Cartagena uses email campaigns to request those initial check-in meetings with her first-year students. Before EAB, a similar effort was more difficult. 

"Anecdotally, I think it's made a huge difference. It's made my job easier and more rewarding. I am able to do so much more resource-referring," she said. 

A May survey of academic advisers found that on a five-point scale, with five being they "strongly agree" that EAB made an action more efficient, the average response from advisers was 4.16 on scheduling appointments, 4.04 on documenting advising meetings and 3.6 on targeting students for outreach. More than half of advisers said they reached out to students in new ways since using the platform. 

Not all campaigns are targeted at students who may need remedial help. For instance, Van Winkle said some advisers have used the customized emails to reach out to high-performing students to recommend high-impact experiences such as undergraduate research. 

Breaking the model 

The heightened connectivity is paired with big data. When advisers meet with students, they access an EAB dashboard through AccessPlus that includes predictive analytics that suggest whether a student is struggling or thriving. That includes EAB's own model, which analyzes 10 years of Iowa State academic data to show a risk status of green, yellow or red. The dashboard also shows two to three other predictive assessments:

  • A model specific to success in STEM fields
  • A model based on a student’s odds of earning a 2.0 GPA in the first term
  • Results from Mapworks that include student survey data 

“You get a lot of instantaneous information,” Zunkel said.  
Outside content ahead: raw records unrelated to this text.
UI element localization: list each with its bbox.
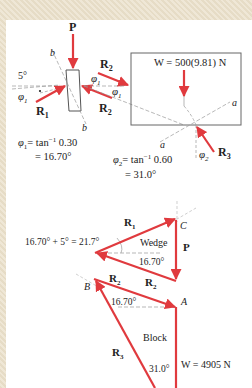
block-label: Block [143,332,167,343]
label-b-top: b [50,47,55,58]
wedge [66,70,81,111]
label-r3: R3 [218,145,231,161]
poly-label-r1: R1 [124,216,136,231]
weight-label-text: W = 500(9.81) N [154,57,227,69]
wedge-label: Wedge [140,237,168,248]
angle-block-label: 16.70° [111,297,136,307]
point-c: C [180,220,187,231]
label-r1: R1 [36,104,49,120]
force-r2-wedge-arrow [82,86,112,98]
weight-polygon-label: W = 4905 N [181,359,231,370]
wedge-block-diagram: P R1 R2 R2 b b 5° φ1 φ1 φ1 φ1= tan−1 0.3… [0,0,252,388]
angle-sum-label: 16.70° + 5° = 21.7° [25,237,100,247]
a-a-line [160,102,230,142]
force-r1-arrow [36,86,65,102]
point-b: B [84,281,90,292]
label-phi1-left: φ1 [18,90,28,105]
angle-31-label: 31.0° [149,364,170,374]
label-r2-upper: R2 [100,57,113,73]
phi2-equation-line2: = 31.0° [125,169,156,180]
poly-label-r3: R3 [112,346,124,361]
phi1-equation-line2: = 16.70° [35,151,71,162]
poly-label-p: P [183,241,190,253]
angle-wedge-label: 16.70° [139,257,164,267]
label-p: P [69,20,76,34]
force-r2-block-arrow [98,73,128,85]
poly-label-r2-lower: R2 [145,276,157,291]
b-b-line [52,50,86,124]
label-a-left: a [160,139,165,150]
label-phi2: φ2 [199,148,209,163]
point-a: A [180,296,188,307]
phi1-equation-line1: φ1= tan−1 0.30 [18,136,77,151]
label-r2-lower: R2 [99,101,112,117]
label-b-bottom: b [82,122,87,133]
phi2-equation-line1: φ2= tan−1 0.60 [113,153,172,168]
label-a-right: a [232,97,237,108]
label-5deg: 5° [18,70,27,81]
Another key metric displayed is whether a student has missed any department-specific success markers -- most often, grades achieved in courses that correlate with likelihood of graduation. Reviewing data analysis from EAB, department leaders select four to eight success markers, Zunkel said. More than half of departments have set their success markers, and the goal is to have all departments set them by the end of the school year, she said. 

Sometimes those predictive courses are within the major. For instance, meteorology students who earn an A in Meteorology 206 are 38 percent more likely to graduate than students who earn a B, Van Winkle said. Other times, the courses that show a correlation are more surprising. In mechanical engineering, graduation rates for students who take Economics 101 and earn a B or better are 23 percent higher than students who earn a C, Van Winkle said. 

While advising analytics are useful, it's important to use them as a way to spot support needs instead of flagging risk factors, Slagell said. 

"I always say when I'm talking about EAB in terms of a student success initiative, its real goal is to break the predictive model," she said. 

Analytics help advisers reach hard-working goal-setters who may lack the confidence to talk about their struggles, Van Winkle said. 

"We want them to know there are people who are going to help them get where they want to be," she said.  

Other benefits 

The ease of accessing Iowa State data with EAB has other upsides. Slagell said LAS uses it to assess departments in new ways. University data showed a sharp drop in persistence for students with less than a C in English 250, the second of two mandatory communications courses, which is why a C in the class is now a graduation requirement, she said.   

"There are all sorts of things in the data analytics that help us function more successfully," she said. 

EAB has improvements in store, too. Van Winkle said an option might be added next fall to seek progress reports from faculty who opt in. That would give advisers a way to know if a student is having issues in a class before midterm reports, which often is too late. Athletics already uses that function for NCAA compliance requirements, she said.  

Slagell hopes to integrate adviser waivers, replacing the existing paper-based process for advisers to approve policy deviations. And email campaigns will be studied to see what works and what doesn't with an eye toward improving future efforts, Zunkel said.  

"It has promoted a lot of conversation and a lot of thinking," Slagell said. "I think we're just at the beginning of learning how to leverage the tool."